Jim: I think it's fascinating because the opportunity is enormous. Taking a substantial chunk out of out-of-home eating and getting it back into grocery revenues would be a huge boost to revenues and volumes. And I'm wondering if anybody out there is thinking about it in the UK.

Richard: I’m sure they are. They will need help to figure it out, because this is supply side and demand side. On the supply side, unless there is some sort of miraculous recovery from COVID-19, we’re in a protracted period of social distancing where the economics of out of home hospitality and leisure just don't work.

Jim: As somebody who's been in the business for a long time - how optimistic or pessimistic, are you about retail over the next two to three years? 

Richard: That becomes a pretty philosophical question. On the food side, I'm pretty optimistic. On the non-food side, I’m positive about this development, because I think what happens is that Retail’s Revolution instead of taking five to 10 years, is going to take six months to a year. The slow death by a thousand cuts we were seeing for a lot of the traditional retailers, it's just going to happen so much faster.

How many department store chains are going to re-open all of their stores coming out of this – my guess is none.
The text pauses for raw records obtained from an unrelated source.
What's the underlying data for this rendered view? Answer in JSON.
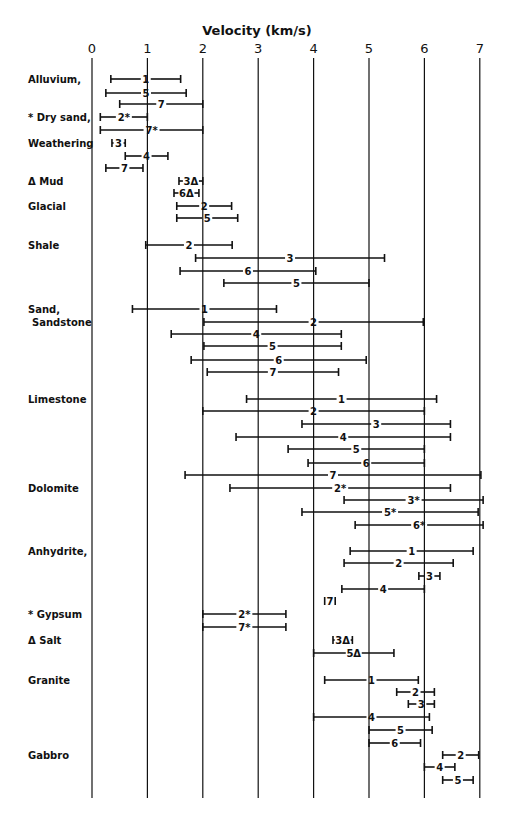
{
  "chart_data": {
    "type": "range-bar",
    "title": "",
    "xlabel": "Velocity (km/s)",
    "ylabel": "",
    "xlim": [
      0,
      7
    ],
    "xticks": [
      0,
      1,
      2,
      3,
      4,
      5,
      6,
      7
    ],
    "grid": "vertical lines at each integer velocity",
    "legend": "none (numeric labels on bars are source references; * and Δ marks annotate specific rock groups)",
    "groups": [
      {
        "rock": "Alluvium,",
        "bars": [
          {
            "label": "1",
            "min": 0.34,
            "max": 1.6
          },
          {
            "label": "5",
            "min": 0.25,
            "max": 1.7
          },
          {
            "label": "7",
            "min": 0.5,
            "max": 2.0
          }
        ]
      },
      {
        "rock": "* Dry sand,",
        "bars": [
          {
            "label": "2*",
            "min": 0.15,
            "max": 1.0
          },
          {
            "label": "7*",
            "min": 0.15,
            "max": 2.0
          }
        ]
      },
      {
        "rock": "Weathering",
        "bars": [
          {
            "label": "3",
            "min": 0.36,
            "max": 0.6
          },
          {
            "label": "4",
            "min": 0.6,
            "max": 1.37
          },
          {
            "label": "7",
            "min": 0.25,
            "max": 0.92
          }
        ]
      },
      {
        "rock": "Δ Mud",
        "bars": [
          {
            "label": "3Δ",
            "min": 1.57,
            "max": 2.0
          },
          {
            "label": "6Δ",
            "min": 1.48,
            "max": 1.93
          }
        ]
      },
      {
        "rock": "Glacial",
        "bars": [
          {
            "label": "2",
            "min": 1.53,
            "max": 2.52
          },
          {
            "label": "5",
            "min": 1.53,
            "max": 2.63
          }
        ]
      },
      {
        "rock": "Shale",
        "bars": [
          {
            "label": "2",
            "min": 0.97,
            "max": 2.53
          },
          {
            "label": "3",
            "min": 1.87,
            "max": 5.28
          },
          {
            "label": "6",
            "min": 1.59,
            "max": 4.04
          },
          {
            "label": "5",
            "min": 2.38,
            "max": 5.0
          }
        ]
      },
      {
        "rock": "Sand, Sandstone",
        "bars": [
          {
            "label": "1",
            "min": 0.73,
            "max": 3.33
          },
          {
            "label": "2",
            "min": 2.02,
            "max": 5.98
          },
          {
            "label": "4",
            "min": 1.43,
            "max": 4.5
          },
          {
            "label": "5",
            "min": 2.02,
            "max": 4.5
          },
          {
            "label": "6",
            "min": 1.79,
            "max": 4.95
          },
          {
            "label": "7",
            "min": 2.08,
            "max": 4.45
          }
        ]
      },
      {
        "rock": "Limestone",
        "bars": [
          {
            "label": "1",
            "min": 2.79,
            "max": 6.22
          },
          {
            "label": "2",
            "min": 2.0,
            "max": 6.0
          },
          {
            "label": "3",
            "min": 3.79,
            "max": 6.47
          },
          {
            "label": "4",
            "min": 2.6,
            "max": 6.47
          },
          {
            "label": "5",
            "min": 3.54,
            "max": 6.0
          },
          {
            "label": "6",
            "min": 3.9,
            "max": 6.0
          },
          {
            "label": "7",
            "min": 1.68,
            "max": 7.02
          }
        ]
      },
      {
        "rock": "Dolomite",
        "bars": [
          {
            "label": "2*",
            "min": 2.49,
            "max": 6.47
          },
          {
            "label": "3*",
            "min": 4.55,
            "max": 7.06
          },
          {
            "label": "5*",
            "min": 3.79,
            "max": 6.97
          },
          {
            "label": "6*",
            "min": 4.75,
            "max": 7.06
          }
        ]
      },
      {
        "rock": "Anhydrite,",
        "bars": [
          {
            "label": "1",
            "min": 4.66,
            "max": 6.88
          },
          {
            "label": "2",
            "min": 4.55,
            "max": 6.52
          },
          {
            "label": "3",
            "min": 5.9,
            "max": 6.28
          },
          {
            "label": "4",
            "min": 4.51,
            "max": 6.0
          },
          {
            "label": "7",
            "min": 4.2,
            "max": 4.39
          }
        ]
      },
      {
        "rock": "* Gypsum",
        "bars": [
          {
            "label": "2*",
            "min": 2.0,
            "max": 3.5
          },
          {
            "label": "7*",
            "min": 2.0,
            "max": 3.5
          }
        ]
      },
      {
        "rock": "Δ Salt",
        "bars": [
          {
            "label": "3Δ",
            "min": 4.35,
            "max": 4.7
          },
          {
            "label": "5Δ",
            "min": 4.0,
            "max": 5.45
          }
        ]
      },
      {
        "rock": "Granite",
        "bars": [
          {
            "label": "1",
            "min": 4.2,
            "max": 5.89
          },
          {
            "label": "2",
            "min": 5.5,
            "max": 6.18
          },
          {
            "label": "3",
            "min": 5.71,
            "max": 6.18
          },
          {
            "label": "4",
            "min": 4.0,
            "max": 6.09
          },
          {
            "label": "5",
            "min": 5.0,
            "max": 6.14
          },
          {
            "label": "6",
            "min": 5.0,
            "max": 5.93
          }
        ]
      },
      {
        "rock": "Gabbro",
        "bars": [
          {
            "label": "2",
            "min": 6.33,
            "max": 6.98
          },
          {
            "label": "4",
            "min": 6.0,
            "max": 6.55
          },
          {
            "label": "5",
            "min": 6.33,
            "max": 6.88
          }
        ]
      }
    ]
  },
  "layout": {
    "rock_labels": [
      {
        "text": "Alluvium,",
        "y": 79
      },
      {
        "text": "* Dry sand,",
        "y": 117
      },
      {
        "text": "Weathering",
        "y": 143
      },
      {
        "text": "Δ Mud",
        "y": 181
      },
      {
        "text": "Glacial",
        "y": 206
      },
      {
        "text": "Shale",
        "y": 245
      },
      {
        "text": "Sand,",
        "y": 309
      },
      {
        "text": "Sandstone",
        "y": 322,
        "indent": 4
      },
      {
        "text": "Limestone",
        "y": 399
      },
      {
        "text": "Dolomite",
        "y": 488
      },
      {
        "text": "Anhydrite,",
        "y": 551
      },
      {
        "text": "* Gypsum",
        "y": 614
      },
      {
        "text": "Δ Salt",
        "y": 640
      },
      {
        "text": "Granite",
        "y": 680
      },
      {
        "text": "Gabbro",
        "y": 755
      }
    ],
    "bar_rows_y": [
      [
        79,
        93,
        104
      ],
      [
        117,
        130
      ],
      [
        143,
        156,
        168
      ],
      [
        181,
        193
      ],
      [
        206,
        218
      ],
      [
        245,
        258,
        271,
        283
      ],
      [
        309,
        322,
        334,
        346,
        360,
        372
      ],
      [
        399,
        411,
        424,
        437,
        449,
        463,
        475
      ],
      [
        488,
        500,
        512,
        525
      ],
      [
        551,
        563,
        576,
        589,
        601
      ],
      [
        614,
        627
      ],
      [
        640,
        653
      ],
      [
        680,
        692,
        704,
        717,
        730,
        743
      ],
      [
        755,
        767,
        780
      ]
    ]
  }
}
And I imagine some of them won’t reopen at all. 

Jim: So there will be a bloodletting within six months to one year, there'll be gone. What do you think is going to replace that? Is it just going to be online? Are we going to have a lot of empty high streets?

Richard: I think we have a lot of empty high streets. And that's the acceleration of the revolution that we were talking about. The extent that impacts on place, communities - that's going to be tough. Demand overall will be lower. I think a higher proportion of that will go to the grocers, partly because food will become more expensive off the back of this, and their non-food side will strengthen.  And we know that there's going to be a big switch into online. And so the piece that's available for traditional bricks and mortar in places is going to be so much reduced. 

I think it presents government with a real issue societally about whether they just let it happen or whether they have to provide support in some way. And if you remember, I touched on that in Retail’s Revolution. But again, if the revolution happens in the next six to twelve months, rather than in the next five years, then there will be societal impacts to deal with. Directly in the UK there are three million people under the Retail’s Revolution umbrella, we expected that to reduce by 30 percent by 2025. But it will be more like 2021 now. 

Jim: That is very thought provoking – we are getting is a retail revolution over the span of months rather than half a decade. That is both scary and very interesting. 

Thank you, Richard.

 

 

Richard Pennycook, former BRC chairman and Coop UK CEO – Richard stepped down as CEO of the Co-op in 2017 in order to pursue a portfolio career, having joined in 2013 as part of a team which saved it from near collapse. He has over 30 years’ experience in retail, starting with the management buyout of Allders in the late 1980s.

Over the years, he has been involved in the growth of J D Wetherspoon and the turnarounds of Laura Ashley, Welcome Break, Bulmers and Morrisons.  Richard is Chairman of Howdens Joinery, Manchester-based On the Beach and most recently Birmingham based Two Sister’s Food Group/Boporan Holdings. He’s Co-chair of the Retail Sector Council and also lead non-executive Director of the Department of Education.